Summary
Highlights
The speaker, Dr. Ian Kenrich Pontanilla, a UP scientist and head of the DNA Barcoding Laboratory, is introduced. He specializes in evolutionary biology, molecular phylogenetics, and wildlife forensics. His lab partners with the Department of Environment and Natural Resources to develop DNA barcodes for Philippine endemic species and assist in cases of illegal wildlife trade. He also uses environmental DNA (eDNA) for detecting pathogens and introduced species. The session will cover bioinformatics and digital science information in the Philippine context, starting with the basics of DNA.
DNA is the genetic material containing instructions for all living organisms. Prokaryotic cells have DNA in their cytoplasm, while eukaryotic cells have DNA in the nucleus, mitochondria, and chloroplasts. DNA and RNA are nucleic acids, differing in their sugar backbone. Nucleotides, composed of a sugar, phosphate group, and a nitrogenous base (adenine, guanine, cytosine, thymine, uracil), form chains. These sequences, reaching billions in length, carry genetic information determining traits. DNA is double-stranded, connected by hydrogen bonds between complementary bases (adenine with thymine, cytosine with guanine).
The Central Dogma describes the flow of genetic information: DNA replicates itself, is transcribed into RNA, and RNA is translated into proteins. Reverse transcription also occurs, where RNA is used to produce DNA, as seen in some viruses. Proteins, essential for various bodily functions, are formed from amino acid sequences dictated by triplet codes (codons) on mRNA. The complete set of an organism's DNA is its genome, its RNA is the transcriptome, and its proteins make up the proteome. This information is considered digital, translatable between different 'languages' of biomolecules.

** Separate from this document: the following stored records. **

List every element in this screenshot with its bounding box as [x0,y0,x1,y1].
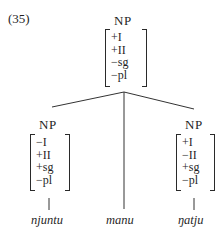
feature: −sg [105,56,147,69]
right-feature-matrix: +I −II +sg −pl [176,134,215,191]
example-number: (35) [8,12,30,25]
feature: +sg [30,161,70,174]
left-leaf-word: njuntu [31,214,63,227]
right-bracket [142,29,147,87]
feature: −pl [105,69,147,82]
right-bracket [210,134,215,191]
right-bracket [65,134,70,191]
root-feature-matrix: +I +II −sg −pl [105,29,147,87]
branch-right [124,92,194,109]
left-node-label: NP [39,118,57,131]
feature: −pl [30,174,70,187]
left-bracket [30,134,35,191]
left-bracket [176,134,181,191]
root-node-label: NP [114,14,132,27]
feature: +I [105,29,147,44]
branch-left [52,92,124,107]
feature: −I [30,134,70,149]
left-feature-matrix: −I +II +sg −pl [30,134,70,191]
left-bracket [105,29,110,87]
right-leaf-word: ŋatju [178,214,203,227]
right-node-label: NP [185,118,203,131]
center-leaf-word: manu [106,214,134,227]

Genetic resources (living organisms) provide nucleotide sequence data from DNA and RNA, and protein sequences. These can be stored in digital repositories like GenBank for analysis. DNA sequences can be annotated for gene function, RNA sequences for gene expression, and protein sequences for structural and functional predictions. This information is crucial for industrial biotechnology, pharmaceutical development, synthetic biology, precision medicine, environmental research, and conservation efforts. A global collaboration maintains extensive databases of annotated sequences, utilized by millions of users annually.
DNA barcoding uses specific DNA sequences to identify species from unknown samples, useful in contexts like food authentication (e.g., halal meat, fish content in fish balls) and wildlife forensics to protect endangered species. Researchers collect DNA sequences of Philippine endemic species to populate databases for conservation and law enforcement. Genetic information also aids in developing testing kits (e.g., RT-PCR for COVID-19) and creating genetically modified organisms (GMOs) like BT corn and BT eggplant that produce their own pesticides. Additionally, synthetic biology, like developing a more effective painkiller from the conotoxin toxin, showcases the potential of understanding protein structures.

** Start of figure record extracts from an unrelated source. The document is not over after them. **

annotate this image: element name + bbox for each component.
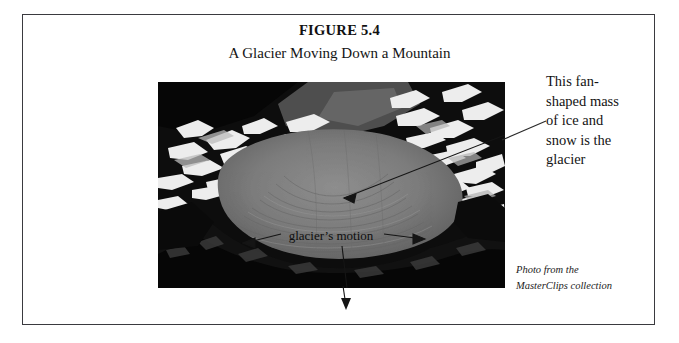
annotation-line-2: shaped mass: [546, 92, 650, 112]
annotation-line-3: of ice and: [546, 111, 650, 131]
glacier-motion-label: glacier’s motion: [289, 228, 374, 243]
annotation-line-5: glacier: [546, 150, 650, 170]
photo-credit-line-1: Photo from the: [516, 262, 646, 278]
glacier-photo-graphic: glacier’s motion: [158, 82, 505, 288]
figure-subtitle: A Glacier Moving Down a Mountain: [0, 45, 679, 62]
figure-page: FIGURE 5.4 A Glacier Moving Down a Mount…: [0, 0, 679, 343]
glacier-photograph: glacier’s motion: [158, 82, 505, 288]
photo-credit: Photo from the MasterClips collection: [516, 262, 646, 294]
figure-title: FIGURE 5.4: [0, 22, 679, 39]
glacier-annotation-text: This fan- shaped mass of ice and snow is…: [546, 72, 650, 170]
annotation-line-1: This fan-: [546, 72, 650, 92]
annotation-line-4: snow is the: [546, 131, 650, 151]
photo-credit-line-2: MasterClips collection: [516, 278, 646, 294]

Countries have sovereign rights to regulate access to their genetic resources, requiring 'prior informed consent' and 'mutually agreed terms' for 'benefit sharing.' This means that the providing country or community should share in the advantages and profits derived from the use of their genetic resources. In the Philippines, collecting samples is guided by Republic Act 9147 (Wildlife Resources Conservation and Protection Act). Researchers must obtain permits from relevant government agencies (DENR, DA-BFAR, Palawan Council for Sustainable Development) and local government units.
The Philippines faces several challenges: limited capital and support for the local biotechnology industry, high costs of imported reagents and equipment, and a scarcity of bioinformaticians. Research and development in this field often have a long gestation period for returns on investment. Many endemic species, which are potential sources of genetic information, are threatened, making it difficult to extract and study their genetic data. The country lacks a comprehensive database of Philippine digital sequence information, relying on global databases. Some DSI from the Philippines is embargoed due to patent applications, often exploited by foreign companies without local benefit sharing. Countries with fewer restrictions on DSI benefit disproportionately.
Dr. Pontanilla addresses questions, stating that a starting bioinformatician in the Philippines can earn around 50,000 PHP per month. He explains that fully resurrecting extinct species is difficult because defining a species involves its interaction with the environment, which is hard to replicate. He emphasizes the need for government investment in science and technology to foster innovation and leadership in biotechnology, highlighting that the Philippines' investment is less than 1% of its GDP compared to 5-10% in other countries. He also discusses the current educational crisis, recommending curriculum review and integration of science and technology, and the ethical considerations of genetic screening and personal genetic information.
Dr. Pontanilla explains that inbreeding, or breeding between closely related individuals, increases the probability of offspring inheriting defective recessive genes. This is because closely related parents are more likely to share similar genetic defects. He also clarifies that genetic screening, such as the newborn screening required in the Philippines, involves extracting DNA from biological samples (like blood) to identify potential predispositions to certain diseases. He warns about the ethical implications of commercial genetic screening, where personal genetic information could be used for discriminatory purposes in the future.